Staff Reporter
Five artist-engineer teams in the inaugural AI & Africa Music (AIAM) Project presented prototypes at a showcase at the Chris Seabrooke Music Hall at Wits this week, capping six months of collaboration on how artificial intelligence can preserve, reimagine and responsibly co-create with African music practices.
Led by Professor Christo Doherty from the Wits Innovation Centre (WIC) in partnership with the Wits Machine Intelligence and Neural Discovery (MIND) Institute, the initiative brought together academics, students and representatives from the creative, music and technology sectors.
Supported by Wits alumnus, PhD candidate and US-based music executive Charles Goldstuck, the five winning projects highlighted issues including ethics, consent, provenance and creative ownership.
“The language of music is universal, but we all owe a debt of gratitude to the African continent which was the origin of so much of the early influences that humanity experiences in music and culture.
“The AIAM Pilot Project is an opportunity to continue to enhance African human creativity in the era of artificial intelligence, building on influences that have shaped music for centuries,” Goldstuck said.
The AIAM Pilot Project began in November 2025 and was framed around a “culture-first, ethics-driven” approach.
Wits said the programme reflects the university’s leadership in culturally informed, ethical approaches to using AI in music, prioritising collaboration with communities and experts to strengthen creative sovereignty while advancing technical excellence.
“Artificial Intelligence offers tremendous possibilities for African musicians, and not only challenges that need to be controlled through regulation. The Wits AI and African Music project created an opportunity for African musicians to work together with African AI engineers to explore these possibilities through creative collaboration and knowledge sharing,” said Doherty, who holds the Angela and David Fine Chair in Innovation at the Wits Innovation Centre.
AIAM brought together artists and engineers from South Africa, Cameroon, Democratic Republic of Congo, Ethiopia, Ghana, Kenya and Nigeria in a “Community of Practice”, alongside industry and research professionals such as Tresor, the multi-award-winning Congolese-born singer, songwriter, music producer, entrepreneur and philanthropist.
Their collaborations explored archiving and preservation, creative practice and collaboration, tool development and localisation, and genre innovation, advancing Africa-led approaches to music-AI.

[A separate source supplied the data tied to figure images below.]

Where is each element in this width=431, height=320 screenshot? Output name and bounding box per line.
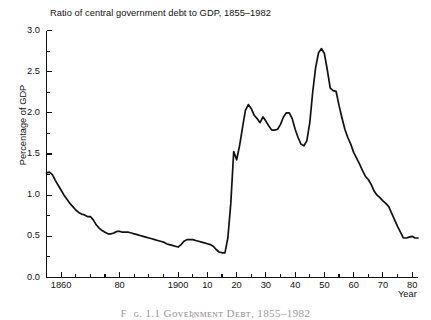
- debt-to-gdp-line: [47, 49, 419, 253]
- plot-area: [0, 0, 431, 320]
- x-axis-ticks: [47, 272, 413, 278]
- chart-figure: Ratio of central government debt to GDP,…: [0, 0, 431, 320]
- figure-caption: Fɪɢ. 1.1 Gᴏᴠᴇʀɴᴍᴇɴᴛ Dᴇʙᴛ, 1855–1982: [0, 307, 431, 320]
- y-axis-ticks: [47, 31, 52, 278]
- axes-lines: [47, 31, 419, 278]
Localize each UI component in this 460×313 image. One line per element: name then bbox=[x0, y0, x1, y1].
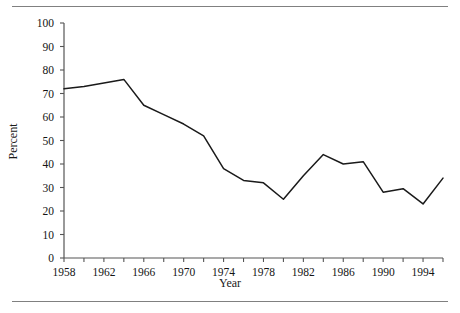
y-tick-label: 80 bbox=[28, 64, 54, 76]
chart-axes bbox=[64, 23, 443, 258]
y-tick-label: 20 bbox=[28, 205, 54, 217]
x-axis-title: Year bbox=[0, 276, 460, 291]
y-tick-label: 60 bbox=[28, 111, 54, 123]
chart-figure: 0102030405060708090100 19581962196619701… bbox=[0, 0, 460, 313]
y-tick-label: 10 bbox=[28, 229, 54, 241]
y-tick-label: 30 bbox=[28, 182, 54, 194]
chart-tick-marks bbox=[60, 23, 443, 262]
y-tick-label: 40 bbox=[28, 158, 54, 170]
y-tick-label: 70 bbox=[28, 88, 54, 100]
y-tick-label: 90 bbox=[28, 41, 54, 53]
y-tick-label: 0 bbox=[28, 252, 54, 264]
y-axis-title: Percent bbox=[6, 112, 21, 172]
data-series-line bbox=[64, 79, 443, 204]
y-tick-label: 100 bbox=[28, 17, 54, 29]
y-tick-label: 50 bbox=[28, 135, 54, 147]
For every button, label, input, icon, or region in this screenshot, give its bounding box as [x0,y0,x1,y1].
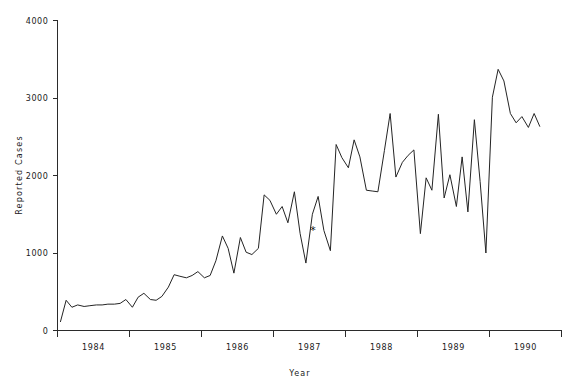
y-axis: 01000200030004000 [26,17,58,336]
series-line [60,69,540,322]
y-tick-label: 0 [43,327,49,336]
x-tick-label: 1984 [82,343,105,352]
x-axis-title: Year [288,369,311,378]
x-tick-label: 1988 [370,343,393,352]
x-tick-label: 1986 [226,343,249,352]
line-chart-plot: 01000200030004000 1984198519861987198819… [0,0,574,389]
asterisk-marker: * [310,224,316,237]
y-tick-label: 1000 [26,249,49,258]
y-tick-label: 2000 [26,172,49,181]
x-tick-label: 1987 [298,343,321,352]
y-tick-label: 3000 [26,94,49,103]
y-tick-label: 4000 [26,17,49,26]
x-axis: 1984198519861987198819891990 [58,331,562,352]
annotations-group: * [310,224,316,237]
y-axis-title: Reported Cases [15,135,24,215]
data-series-group [60,69,540,322]
x-tick-label: 1989 [442,343,465,352]
x-tick-label: 1990 [514,343,537,352]
chart-container: 01000200030004000 1984198519861987198819… [0,0,574,389]
x-tick-label: 1985 [154,343,177,352]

The showcase featured live performances, listening stations and demonstrations, and offered insight into how the prototypes function both musically and technically.
One of the winning teams presented ZAZI, described as a “musical digital twin” enabling real-time voice, rhythm, and storytelling interaction.
It was conceptualised by Umlilo of South Africa, a multidisciplinary artist and creative director at Future Kwaai Records, working with Gideon Gyimah of Ghana, an AI engineer specialising in financial-sector voice-AI and multilingual African speech-technology systems.
Another team presented The Bɛ̀bɛ̀i Engine, a performative AI instrument co-created with the Baka community to preserve endangered polyphonic traditions.
The project was created by Joshua Kroon of Cameroon, a multidisciplinary artist and cultural documentarian, partnered with Emmanuel Apetsi of Ghana, an AI/ML engineer leading open-source AI infrastructure and multilingual LLM development across Africa.
“Artificial intelligence is neither good nor bad; it is a neutral reflection of those who imprint it. That is exactly why projects like the Wits AI and African Music Project matter.
“When African musicians, engineers, and researchers collaborate across cultures, something powerful happens: technology begins to carry the rhythm, stories, and spirit of our people.
“What inspired me most was witnessing how creativity and artificial intelligence amplify each other, not to replace the human element, but to ‘expand it.’ The future of music technology doesn’t have to be imported. It can be homegrown, collaborative, and unmistakably African. Yes, we’re not just experimenting with AI. We’re shaping how the world will experience African creativity for generations to come,” Apetsi said.
The other winning teams included Bina.ai, an AI children’s music and storytelling platform rooted in African genres and early-learning principles, by Ehinome Ogbeide of Nigeria, a music strategist and digital innovator, and Muhigiri Ashuza Albin of the DRC, a creative technologist building culturally grounded AI systems informed by community-based design.
Heritage in Code was presented as a digital archive and AI-fusion engine preserving African instrumental heritage with contributor royalties while enabling contemporary creativity. It was created by Linda Nyabundi of Kenya, a DJ, producer and cultural curator, working alongside Gebregziabihier Nigusie of Ethiopia, an AI researcher advancing machine learning for health, language and cultural-preservation challenges in low-resource contexts.
TIMah AI, meanwhile, was described as a secure archive documenting Kikuyu traditional music with transcript workflows and community-centred consent governance. It was led by Tora Nyamosi of Kenya, an AI-driven music producer and cultural researcher, paired with Lawrence Moruye of Kenya, a machine-intelligence engineer specialising in speech, language and multimodal African-centred applications.